James Glassman

If it ain’t broke… FCC’s ‘Measuring Broadband America’ report shows a healthy Internet sector

[Commentary] The Federal Communications Commission published its fourth annual report on measuring fixed broadband, and the results yet again speak to the healthy state of the sector and the benefits of light-touch regulation.

The last thing the country needs right now is for the FCC to regulate Internet Service Providers under Title II of the Telecommunications Act, as if they were public utilities. Significantly, in the report, the FCC researchers found that DSL, an older technology deployed in a more heavily regulated environment, gives consumers less than what they are expecting -- while cable, fiber, and satellite goes above and beyond.

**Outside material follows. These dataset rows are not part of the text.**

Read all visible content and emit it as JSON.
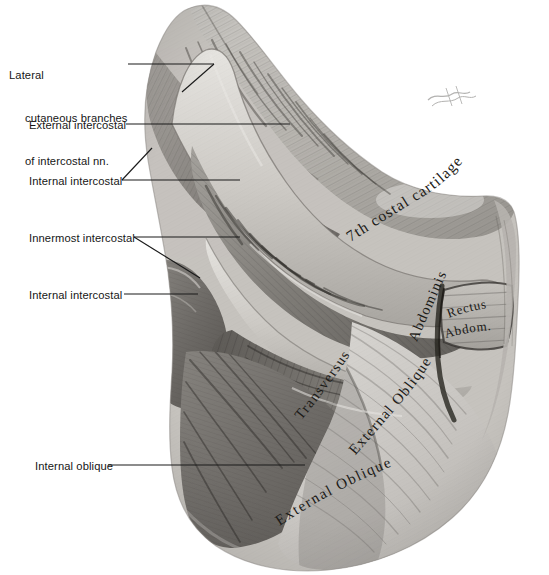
{
  "figure": {
    "type": "anatomical-illustration",
    "medium": "grayscale pencil/wash drawing",
    "background_color": "#ffffff",
    "ink_color": "#161616",
    "artist_signature": "illegible signature"
  },
  "leader_labels": [
    {
      "id": "lateral-cutaneous-branches",
      "line1": "Lateral",
      "line2": "cutaneous branches",
      "line3": "of intercostal nn.",
      "text": "Lateral cutaneous branches of intercostal nn."
    },
    {
      "id": "external-intercostal",
      "text": "External intercostal"
    },
    {
      "id": "internal-intercostal-upper",
      "text": "Internal intercostal"
    },
    {
      "id": "innermost-intercostal",
      "text": "Innermost intercostal"
    },
    {
      "id": "internal-intercostal-lower",
      "text": "Internal intercostal"
    },
    {
      "id": "internal-oblique",
      "text": "Internal oblique"
    }
  ],
  "inline_labels": [
    {
      "id": "seventh-costal-cartilage",
      "text": "7th costal cartilage"
    },
    {
      "id": "transversus",
      "text": "Transversus"
    },
    {
      "id": "abdominis",
      "text": "Abdominis"
    },
    {
      "id": "rectus",
      "text": "Rectus"
    },
    {
      "id": "rectus-abdom",
      "text": "Abdom."
    },
    {
      "id": "external-oblique-upper",
      "text": "External Oblique"
    },
    {
      "id": "external-oblique-lower",
      "text": "External Oblique"
    }
  ]
}
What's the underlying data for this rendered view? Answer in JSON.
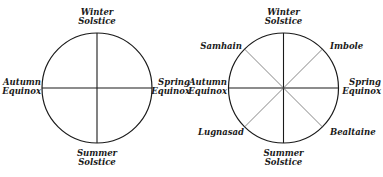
{
  "diagrams": [
    {
      "name": "solar-wheel",
      "labels": {
        "top": [
          "Winter",
          "Solstice"
        ],
        "bottom": [
          "Summer",
          "Solstice"
        ],
        "left": [
          "Autumn",
          "Equinox"
        ],
        "right": [
          "Spring",
          "Equinox"
        ]
      }
    },
    {
      "name": "wheel-of-the-year",
      "labels": {
        "top": [
          "Winter",
          "Solstice"
        ],
        "bottom": [
          "Summer",
          "Solstice"
        ],
        "left": [
          "Autumn",
          "Equinox"
        ],
        "right": [
          "Spring",
          "Equinox"
        ],
        "top_left": "Samhain",
        "top_right": "Imbole",
        "bottom_left": "Lugnasad",
        "bottom_right": "Bealtaine"
      }
    }
  ],
  "colors": {
    "line": "#1a1a1a",
    "diagonal": "#555555",
    "background": "#ffffff"
  }
}
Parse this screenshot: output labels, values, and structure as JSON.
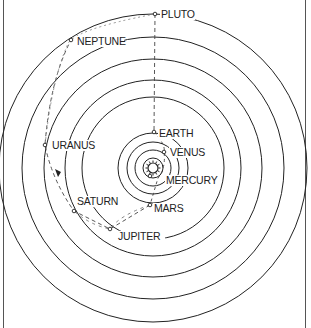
{
  "diagram": {
    "type": "solar-system-orbits",
    "center": {
      "x": 153,
      "y": 168
    },
    "colors": {
      "line": "#222222",
      "path": "#555555",
      "background": "#ffffff"
    },
    "sun": {
      "name": "sun-icon",
      "radius": 5
    },
    "planets": [
      {
        "name": "MERCURY",
        "radius": 10,
        "dot": [
          150,
          176
        ],
        "label_pos": [
          166,
          184
        ]
      },
      {
        "name": "VENUS",
        "radius": 18,
        "dot": [
          164,
          152
        ],
        "label_pos": [
          170,
          156
        ]
      },
      {
        "name": "EARTH",
        "radius": 36,
        "dot": [
          154,
          132
        ],
        "label_pos": [
          159,
          137
        ]
      },
      {
        "name": "MARS",
        "radius": 35,
        "dot": [
          150,
          205
        ],
        "label_pos": [
          154,
          212
        ]
      },
      {
        "name": "JUPITER",
        "radius": 71,
        "dot": [
          110,
          229
        ],
        "label_pos": [
          118,
          240
        ]
      },
      {
        "name": "SATURN",
        "radius": 88,
        "dot": [
          74,
          211
        ],
        "label_pos": [
          77,
          205
        ]
      },
      {
        "name": "URANUS",
        "radius": 109,
        "dot": [
          45,
          145
        ],
        "label_pos": [
          52,
          149
        ]
      },
      {
        "name": "NEPTUNE",
        "radius": 131,
        "dot": [
          71,
          40
        ],
        "label_pos": [
          77,
          45
        ]
      },
      {
        "name": "PLUTO",
        "radius": 154,
        "dot": [
          155,
          14
        ],
        "label_pos": [
          161,
          18
        ]
      }
    ],
    "ring_radii": [
      10,
      18,
      26,
      35,
      71,
      88,
      109,
      131,
      154
    ]
  }
}
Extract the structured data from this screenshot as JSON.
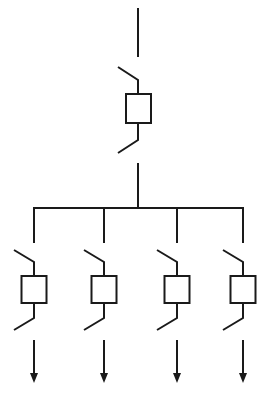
{
  "diagram": {
    "type": "single-line electrical distribution diagram",
    "stroke_color": "#1a1a1a",
    "background": "#ffffff",
    "incoming": {
      "supply_line": {
        "x": 138,
        "y1": 8,
        "y2": 57
      },
      "disconnector_top": {
        "x1": 118,
        "y1": 67,
        "x2": 138,
        "y2": 80
      },
      "breaker_box": {
        "x": 126,
        "y": 94,
        "w": 25,
        "h": 29
      },
      "disconnector_bottom": {
        "x1": 118,
        "y1": 153,
        "x2": 138,
        "y2": 140
      },
      "feed_line": {
        "x": 138,
        "y1": 163,
        "y2": 208
      }
    },
    "busbar": {
      "x1": 34,
      "x2": 243,
      "y": 208
    },
    "feeders": [
      {
        "id": "feeder-1",
        "x": 34,
        "icon": "arrow-down-icon"
      },
      {
        "id": "feeder-2",
        "x": 104,
        "icon": "arrow-down-icon"
      },
      {
        "id": "feeder-3",
        "x": 177,
        "icon": "arrow-down-icon"
      },
      {
        "id": "feeder-4",
        "x": 243,
        "icon": "arrow-down-icon"
      }
    ],
    "feeder_geometry": {
      "drop_y1": 208,
      "drop_y2": 243,
      "disc_top_y1": 250,
      "disc_top_y2": 262,
      "box_y": 276,
      "box_h": 27,
      "box_w": 25,
      "disc_bot_y1": 318,
      "disc_bot_y2": 330,
      "arrow_y1": 340,
      "arrow_y2": 383
    }
  }
}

That consumers are trading up to higher speeds is further evidence that they are enthusiastic about having high-quality Internet service -- and trust the providers to give them exactly that. That is hardly a marketplace that’s crying out for a regulatory fix.

[Glassman is a visiting fellow at the American Enterprise Institute]

Crawford’s faulty arguments -- in all their naked glory

[Commentary] Susan Crawford is talking again, this time in a long interview with Ezra Klein of Vox.

Klein pushes her more than most of her interlocutors, and, as a result, we see her arguments in all their naked glory. Crawford’s is not just a statist view of communications, but also a deeply pessimistic and nostalgic one. It must be. Otherwise, she would have to concede the success of a “private market… left to its own devices.”

Crawford selectively cites statistics that show US consumers getting poor service compared with Swedes, Slovenians, Singaporeans and the like. My colleagues Rosyln Layton and Bret Swanson dispose of such deceptive comparisons easily. For example, the current generation standard of 4G/LTE networks are available to 97% of Americans but just 26% of Europeans.

But where Crawford truly fails is her confusion between these selective inputs and America’s spectacular outputs. What the cable companies, the telecoms, and the satellites provide is an infrastructure, a platform. On top of that platform has been built a magnificent, rapidly changing edifice. Further, the Klein interview reveals Crawford’s fixation on delivery of Internet by wire.

But the growth and the future of broadband are mobile. Just ask Facebook. The mobile broadband market has ignited major capital spending by US companies -- six times more per subscriber than global counterparts.

[Glassman is a visiting fellow at the American Enterprise Institute (AEI), where he works on Internet and communications policy in the new AEI Center for Internet, Communications, and Technology Policy]

The culture war over a proposed telecom merger

[Commentary] The chairman of Sprint is putting on a blitz to sway skeptical regulators to approve his acquisition of T-Mobile US.

There are good reasons to approve Sprint’s acquisition of T-Mobile, but an allegedly lousy US mobile broadband market is not one of them. Son, the CEO of Sofbank, seems caught in a Japanese mindset where government supervision and intervention is required to be sure everything turns out the way the state wants it to. He embarrasses himself making such an argument at the US Chamber of Commerce, the bastion of capitalism.

The truth is that the US mobile broadband system is outstripping the world. It’s one of the reasons that the six most visited websites in the world are US firms and that seven of the ten largest Internet companies are US-based and just one is Japanese. The robust and competitive mobile broadband market has ignited major capital spending -- according to CTIA, the Wireless Association, six times more per subscriber than global counterparts. Meanwhile, data prices per megabyte have dropped 93% in five years.

As for a price war, T-Mobile has also started one. Who says there is no competition? Claims that the US mobile market is “not good,” that we have “terrible connections” (as Son said in a press conference) and that the US has “one of the world’s highest mobile fees” (as he also said) -- those claims are myths, perpetrated by interested parties, like Son himself, that are grinding their own axes.